The day before my birthday, I stayed in bed all morning reading this. Full disclosure-I’ve been dreading reading this book, as I assumed it would be a referendum on all the things I may have done wrong in my career. The decision to leave DC was not easy one. Throughout months of deciding, I heard Sandburg’s words from her Barnard speech ringing in my head, “Don’t leave until you leave!” By leaving DC, was I taking my foot off the accelerator, careening down the off-ramp to a less fruitful professional future?
Who knows? I hope not, though these questions are bound to flare up every now and then. I’m just glad I caved and finally read the book. It’s about so much more than the speech.
Throughout her writing, she demonstrates that she’s always learning and admitting mistakes. I’m finding that is one of the most refreshing elements of leadership: working with people who are honest about vulnerabilities, reflect on challenges, and ask questions. It opens the door for discussion and collaboration. One of the most damaging tenets of the legal education is the Socratic method. Three years and an ungodly amount of student loans to develop a dogged persistence that your answer, your view is correct and absolute-no matter how shaky the foundation. That’s fine for a court room, but shouldn’t we be trained to collaborate and discuss? In my few years as an attorney, I’ve found we generated some of our more creative ideas and thoughtful projects when we admitted we do not have the answers and we can safely question our own theories. Sandburg never suggests she had everything figured out from Day 1, and as a young professional, I found that honesty remarkably encouraging.

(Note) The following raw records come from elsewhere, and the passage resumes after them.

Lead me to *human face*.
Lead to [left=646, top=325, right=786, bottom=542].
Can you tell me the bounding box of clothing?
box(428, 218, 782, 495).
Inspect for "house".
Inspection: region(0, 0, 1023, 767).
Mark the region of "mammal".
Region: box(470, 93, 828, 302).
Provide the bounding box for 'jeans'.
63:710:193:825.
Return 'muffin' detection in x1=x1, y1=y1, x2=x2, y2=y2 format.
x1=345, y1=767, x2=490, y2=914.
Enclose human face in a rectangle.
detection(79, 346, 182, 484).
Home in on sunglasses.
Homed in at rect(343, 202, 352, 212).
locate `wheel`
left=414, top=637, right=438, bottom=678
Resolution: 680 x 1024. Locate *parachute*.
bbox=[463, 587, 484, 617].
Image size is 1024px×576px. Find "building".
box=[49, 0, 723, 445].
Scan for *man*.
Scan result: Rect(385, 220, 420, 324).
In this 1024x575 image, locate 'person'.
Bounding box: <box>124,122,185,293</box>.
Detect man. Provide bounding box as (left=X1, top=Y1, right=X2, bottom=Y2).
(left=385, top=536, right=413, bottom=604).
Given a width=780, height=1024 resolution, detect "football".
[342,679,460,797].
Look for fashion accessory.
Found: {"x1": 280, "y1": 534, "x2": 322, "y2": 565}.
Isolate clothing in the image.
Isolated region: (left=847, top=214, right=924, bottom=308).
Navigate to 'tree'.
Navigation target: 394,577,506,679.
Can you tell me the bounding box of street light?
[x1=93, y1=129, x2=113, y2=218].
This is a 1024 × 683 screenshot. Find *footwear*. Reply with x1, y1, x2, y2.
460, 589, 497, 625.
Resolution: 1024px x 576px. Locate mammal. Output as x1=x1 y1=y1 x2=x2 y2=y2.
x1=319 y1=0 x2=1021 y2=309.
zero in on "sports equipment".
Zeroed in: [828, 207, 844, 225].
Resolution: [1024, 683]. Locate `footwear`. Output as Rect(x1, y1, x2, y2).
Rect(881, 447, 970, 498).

Anyway, Sandburg encourages women and men to be honest about their lives in the work force. She tells the story questioning a young woman who turns down a job offer at Google. She asks the woman if she’s worried about taking on the demands of the new job during a time she may want to have children. Sandburg admits she’s asking questions that would make her employment lawyers panic, but she holds firm that an open discussion about life demands is critical for an effective work force.
Though I find the premise quite surprising, I couldn’t agree more. It got me thinking the caregiving. Sandburg’s target audience is women like me: young professionals, navigating their early careers. But her teaching applies just as equally to a more seasoned workforce. Baby boomers are getting crushed from both ends of caregiving. Clear support exists for the anxiety of rearing children, but most boomers feel alone, barely treading water as they care for their parents.
There’s an important movement to require employers to provide paid leave for family members caring for older adults or family members. Sandburg’s “bring your whole self to work,” got me thinking-that’s only part of the puzzle. In addition to paid leave, we need environments where people can bring their whole selves to work. Thinking of both the employer and employee, how much stress would we avoid if employees were encouraged, early on, to be upfront about their real or potential caregiving needs. Would they feel so alone if it was part of normal work conversation? If they felt safe to say: “Here’s the deal, my parent/child/spouse has this issue, it may be fine, or it may be something that requires significant time off in the future. I want you to know now so we can all be prepared.” Who is protected by the expectation that the employer to be a neutral party in the employee’s life challenges? No one. We all know about the billions of dollar in lost productivity from caregiver stress.
Ha-I guess it’s impossible for me to read anything without thinking of implications for seniors/aging, but Sandburg got me thinking. It’s an excellent book.